Material for the task |

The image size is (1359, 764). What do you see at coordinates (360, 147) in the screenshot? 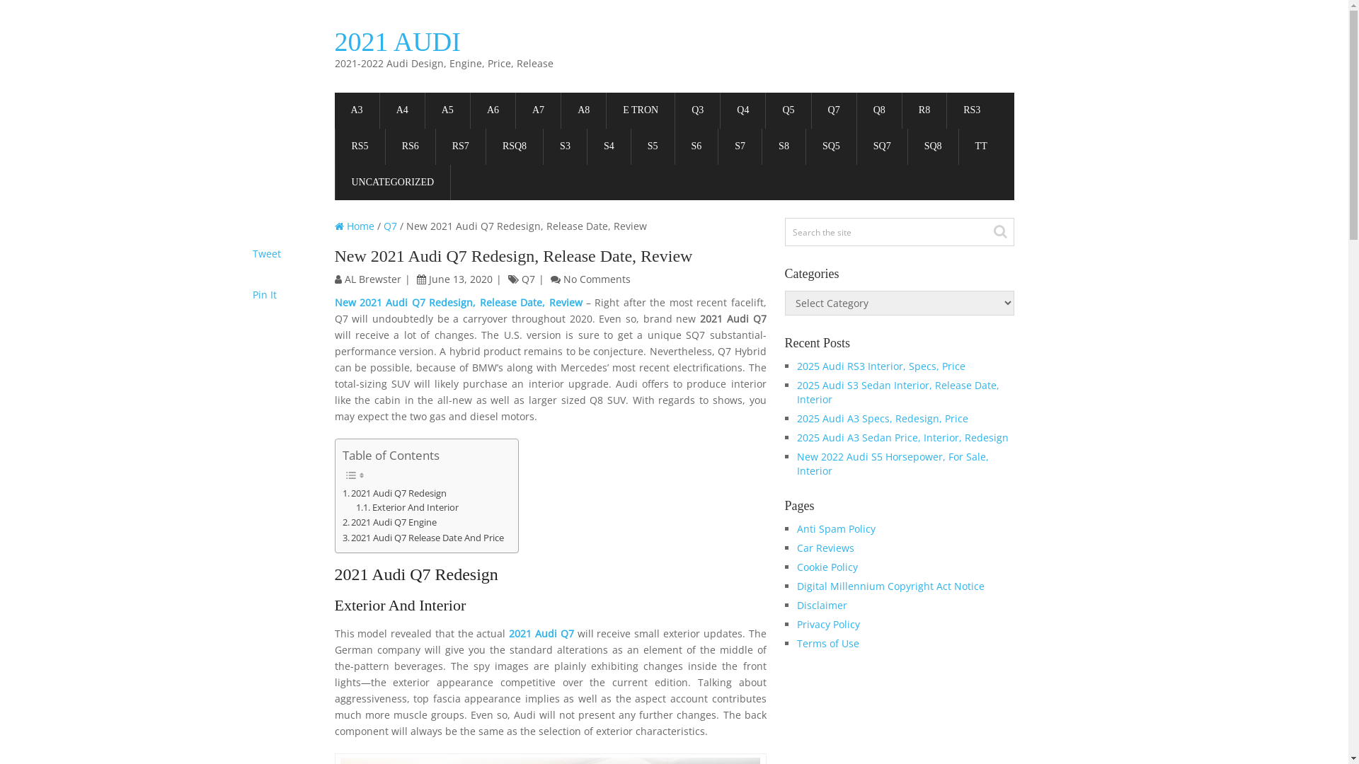
I see `RS5` at bounding box center [360, 147].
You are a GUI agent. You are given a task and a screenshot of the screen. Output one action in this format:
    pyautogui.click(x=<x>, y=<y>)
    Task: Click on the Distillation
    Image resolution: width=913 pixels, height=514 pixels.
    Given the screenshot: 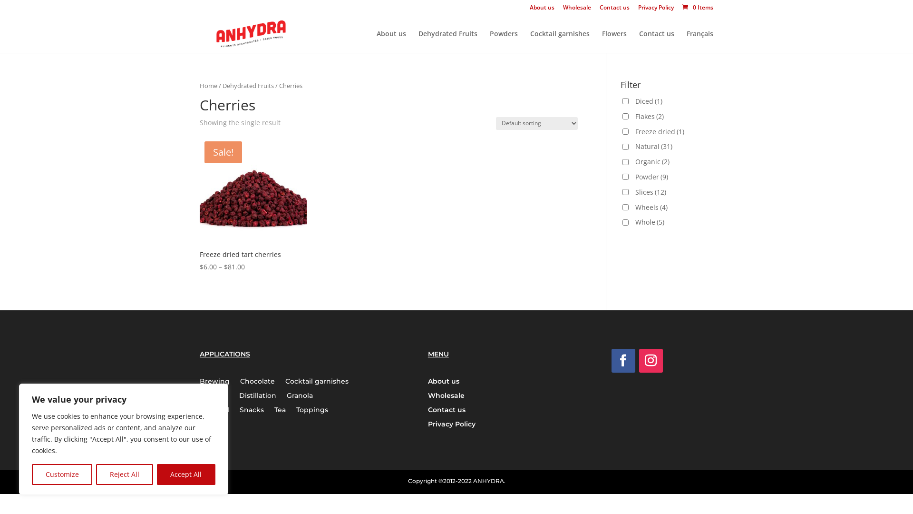 What is the action you would take?
    pyautogui.click(x=258, y=397)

What is being asked | Your task is to reproduce exactly the lines from the start of the data above through the line containing "Image resolution: width=913", leaving every picture out.

Solution to the problem |
The image size is (1359, 764). What do you see at coordinates (360, 147) in the screenshot? 
I see `RS5` at bounding box center [360, 147].
You are a GUI agent. You are given a task and a screenshot of the screen. Output one action in this format:
    pyautogui.click(x=<x>, y=<y>)
    Task: Click on the Distillation
    Image resolution: width=913 pixels, height=514 pixels.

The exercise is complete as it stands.